Weekend Watch

‘Nappily Ever After’ Continues Netflix’s Comedy Hot Streak

WEEKEND WATCH is here for you. Every Friday we’re going to recommend the best of what’s new to rent on VOD or stream for free. It’s your weekend; allow us to make it better. Check out all of our Weekend Watch recommendations here.

What to Stream This Weekend

MOVIE: Nappily Ever After
DIRECTOR: Haifaa Al-Mansour
CAST: Sanaa Lathan, Ricky Whittle, Lynn Whitfield
AVAILABLE ON: Netflix

Perhaps the biggest success story for Netflix thus far in 2018 has been the resurgence of the romantic comedy under their banner. Finding unusual popular success with films like Set It Up and To All the Boys I’ve Loved Before has given Netflix’s original movies a foothold they haven’t had up until now. Haifaa Al-Mansour’s adaptation of Trisha R. Thomas’s novel Nappily Ever After continues the platform’s streak with rom-com success, though this one a bit less fizzy and a bit more substantial.

Violet (Sanaa Lathan) is a successful woman, with the right job (advertising; it’s always in advertising) and the right man (Ricky Whittle, making the most of his hiatus between American Gods seasons) and the right house and a seemingly perfect life. Much of the reason she’s gotten this life has been the strict, image-focused upbringing by her mother (Lynn Whitfield, earning her Lifetime Achievement Award for playing strict, image-focused mothers), whose pet peeves included natural, nappy black-women’s hair. Violet was at the mercy of the hot comb, the straightener, the weave, and the wig since she was a child, and she’s feared the humidity, the rain, or god forbid pools ever since.

Just from the setup you have a strong sense of where the story is going to go — as is the case with most romantic comedies — especially when she encounters a salt-of-the-earth single father, Will (Lyriq Bent), who runs a hair salon and doesn’t burden his daughter with shame about her natural hair. But Nappily Ever After is as much about a black woman claiming her sense of self as it is about any him-or-him romantic considerations. We’ve seen movies and read columns about the cultural significance of black women’s hair, from Chris Rock’s Good Hair documentary to the way that Ava DuVernay threaded a telling piece of characterization into A Wrinkle in Time via her main character’s unruly hair. Nappily Ever After centers that cultural significance and has it double as Violet’s self-actualization. In the first half, she migrates from hair disaster to hair disaster, and the more she tries to damage control, the more frayed her nerves (and ends) get. By the time she’s had enough and shaves her poor, overworked hair completely off, Al-Mansour films it as nothing short of a ritual cleansing. Violet is shedding all her baggage and starting from a place of pure self.

If this all makes Nappily Ever After sound more like an OWN series on self-improvement and less like a frothy rom-com, that’s maybe a little right. But there’s lots of lightness and love her. Violet’s relationship with her mother, dark and stormy as it is, is leavened by a side story with her father (Ernie Hudson) who’s taken up a late-in-life career as an underwear model (just go with it, its worth it). And Violet’s burgeoning relationship with Will is only enhanced by her relationship with his daughter, Zoe (Daria Johns).

In the end, it’s Lathan’s show, and she carries it strongly, playing Violet’s self-doubt and perfectionism as a symptom, not the disease. It’s very easy to root for her. (And the final scenes of the film include the kind of everybody-be-happy rom-com ending we should get in more movies of this ilk.)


> _WHAT YOU SHOULD DO_:
Do not include the pictures; repeat the rest of the data exactly.

(EXERCISE INPUTS)

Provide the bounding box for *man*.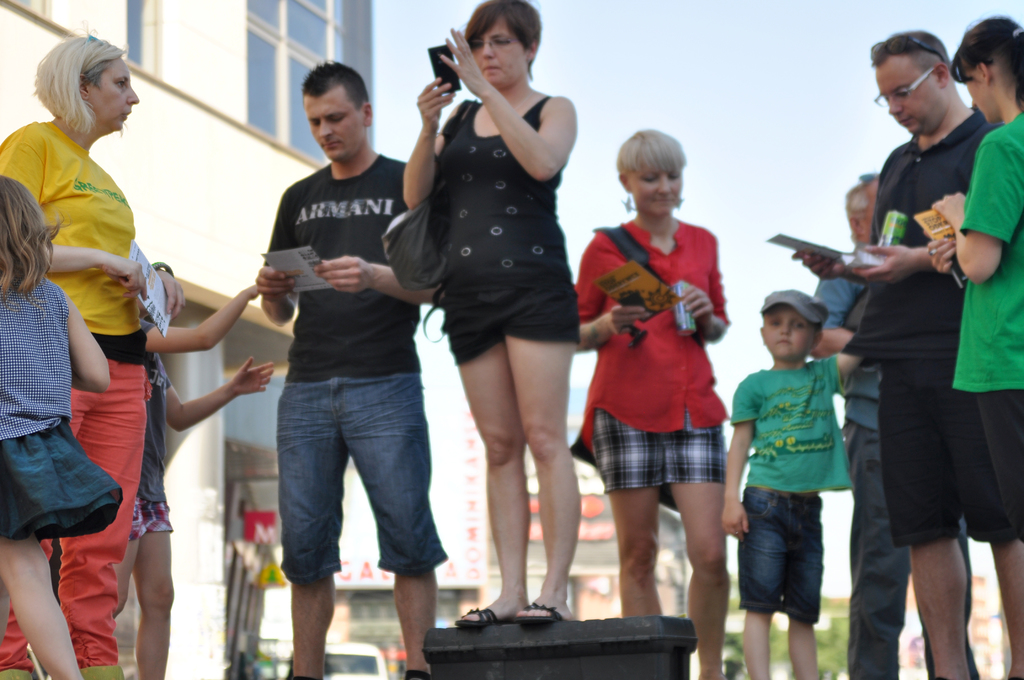
locate(792, 32, 1000, 679).
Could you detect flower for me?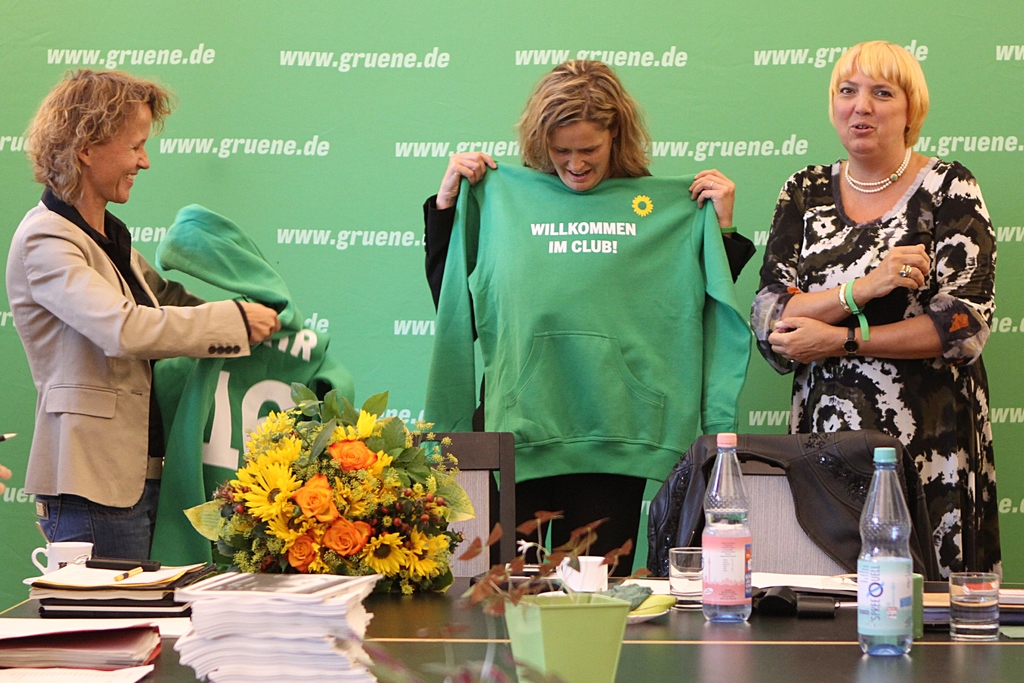
Detection result: left=630, top=194, right=652, bottom=218.
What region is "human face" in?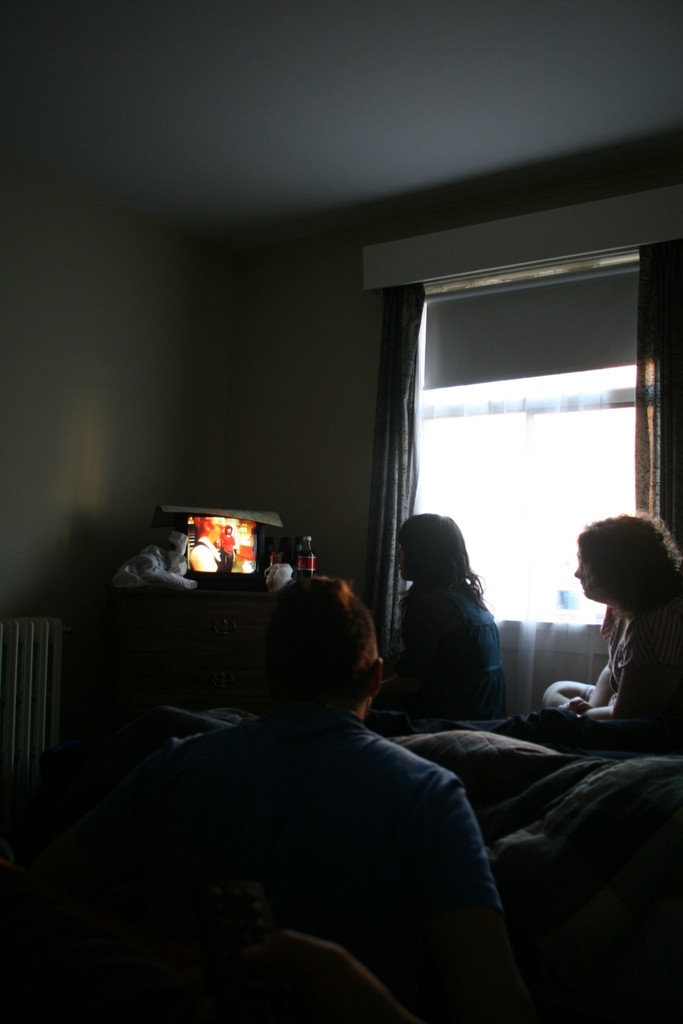
crop(390, 540, 409, 593).
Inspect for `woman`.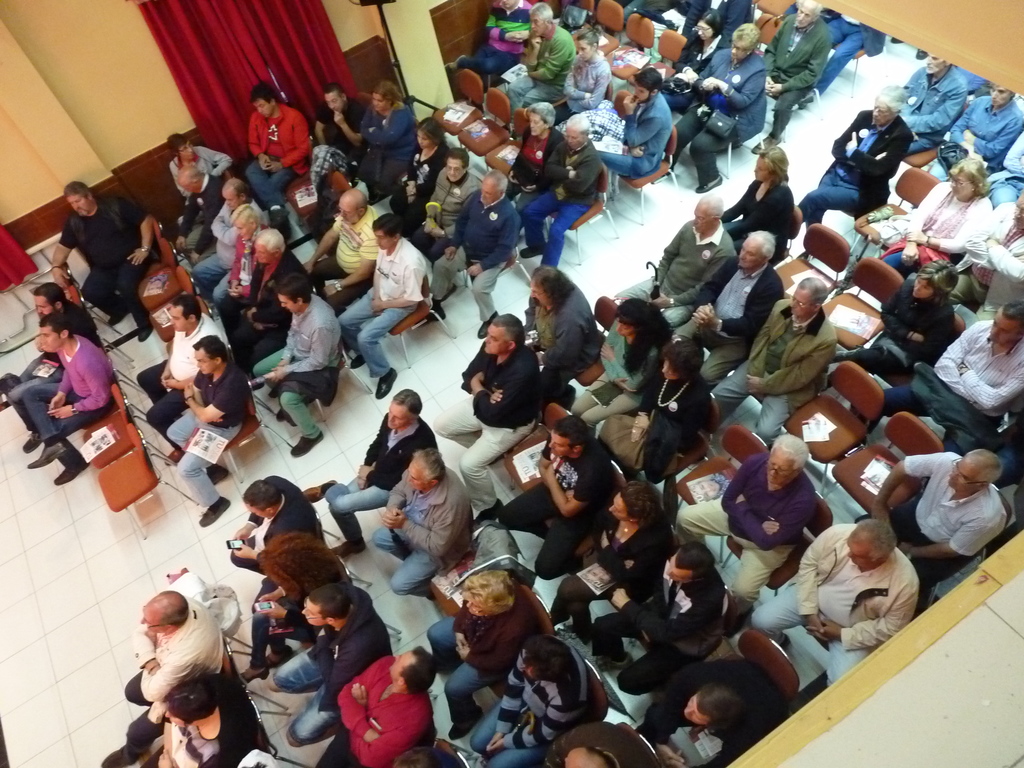
Inspection: select_region(383, 116, 456, 237).
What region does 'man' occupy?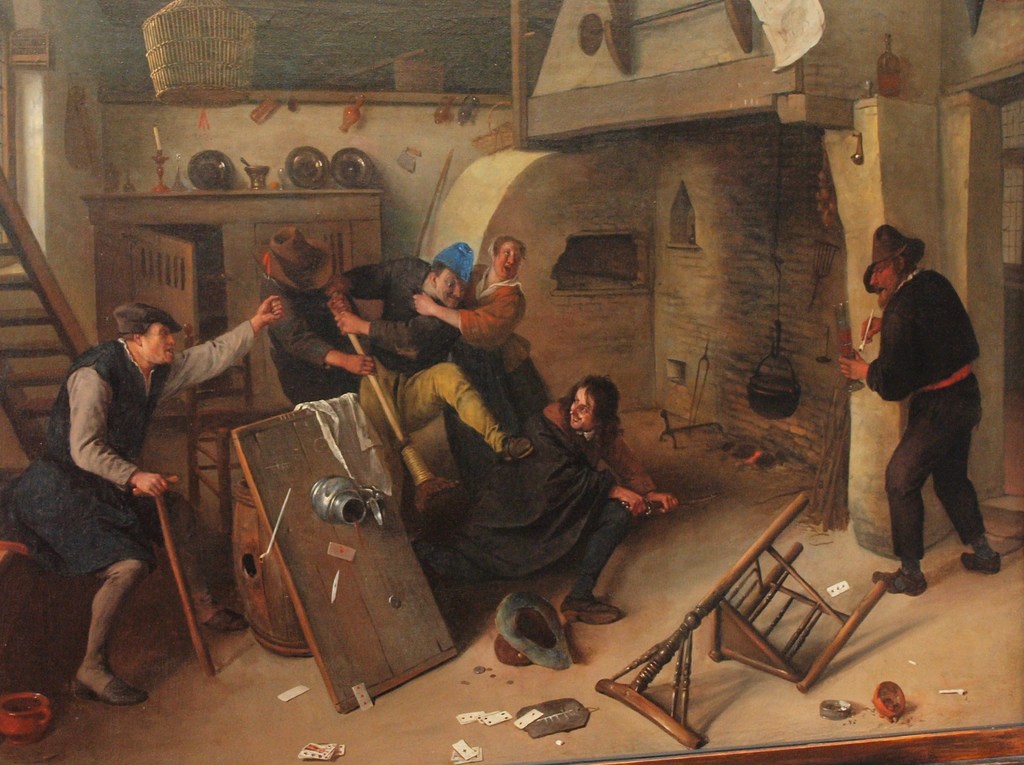
<box>446,372,681,629</box>.
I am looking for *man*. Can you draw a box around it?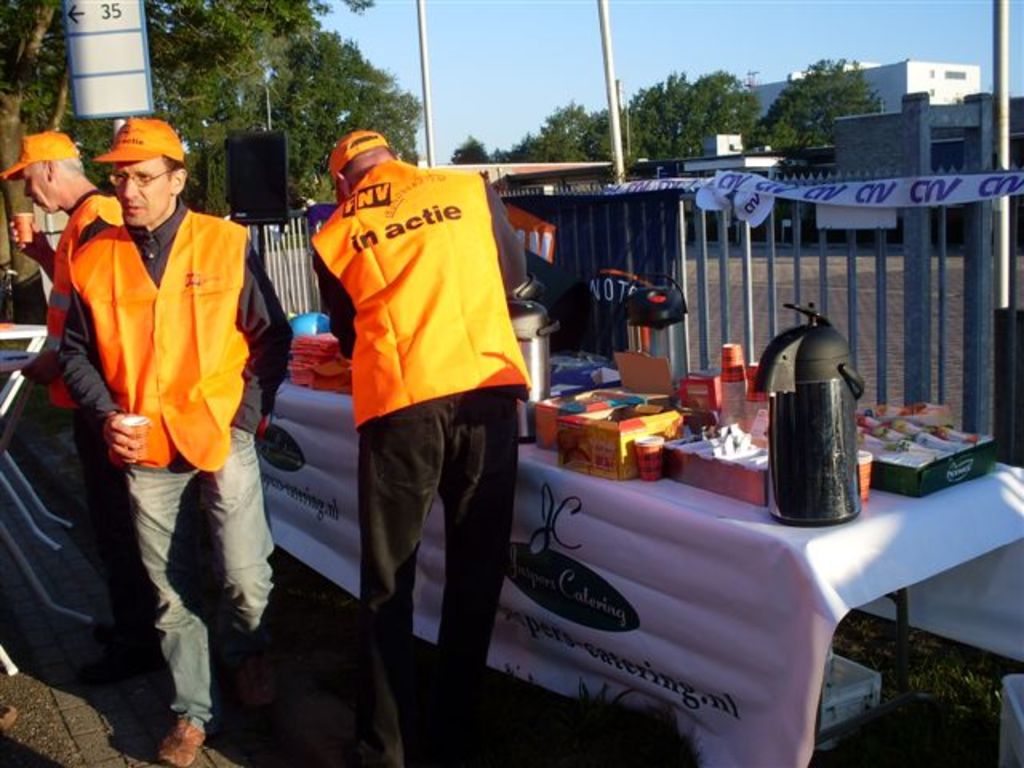
Sure, the bounding box is locate(0, 131, 168, 650).
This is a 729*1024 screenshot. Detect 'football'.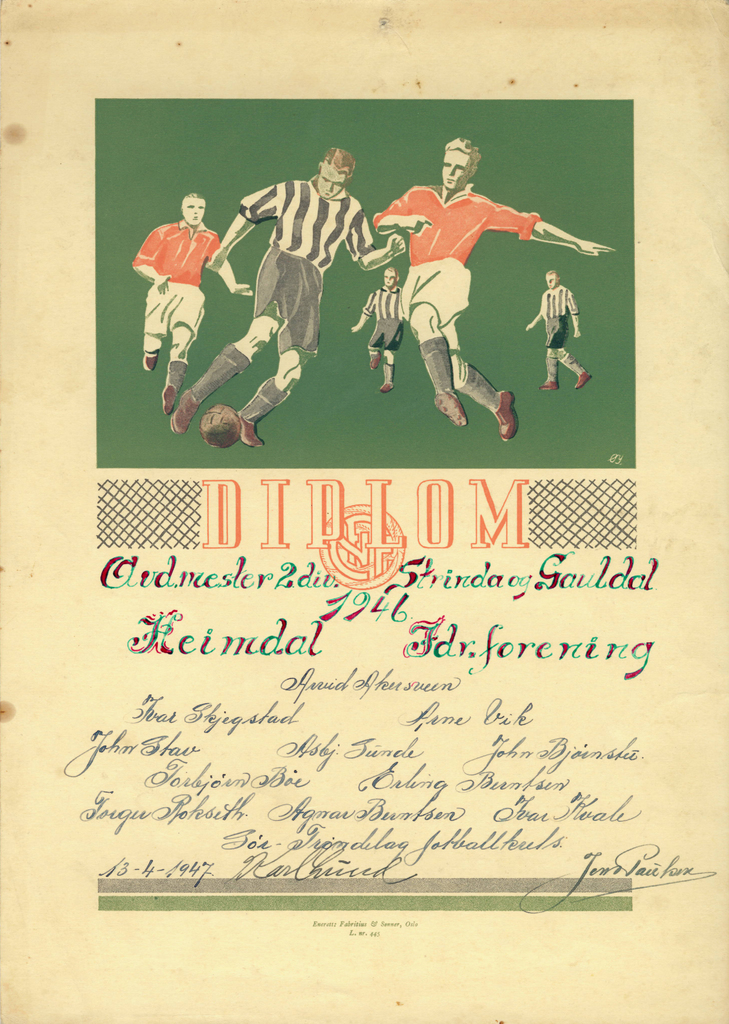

(End EXERCISE INPUTS)

> _WRITTEN RESPONSE_:
Provide the bounding box for *man*.
locate(792, 32, 1000, 679).
Could you detect flower for me?
Detection result: left=630, top=194, right=652, bottom=218.
What region is "human face" in?
crop(390, 540, 409, 593).
Inspect for `woman`.
Inspection: select_region(383, 116, 456, 237).
What region does 'man' occupy?
<box>446,372,681,629</box>.
I am looking for *man*. Can you draw a box around it?
Sure, the bounding box is locate(0, 131, 168, 650).
This is a 729*1024 screenshot. Detect 'football'.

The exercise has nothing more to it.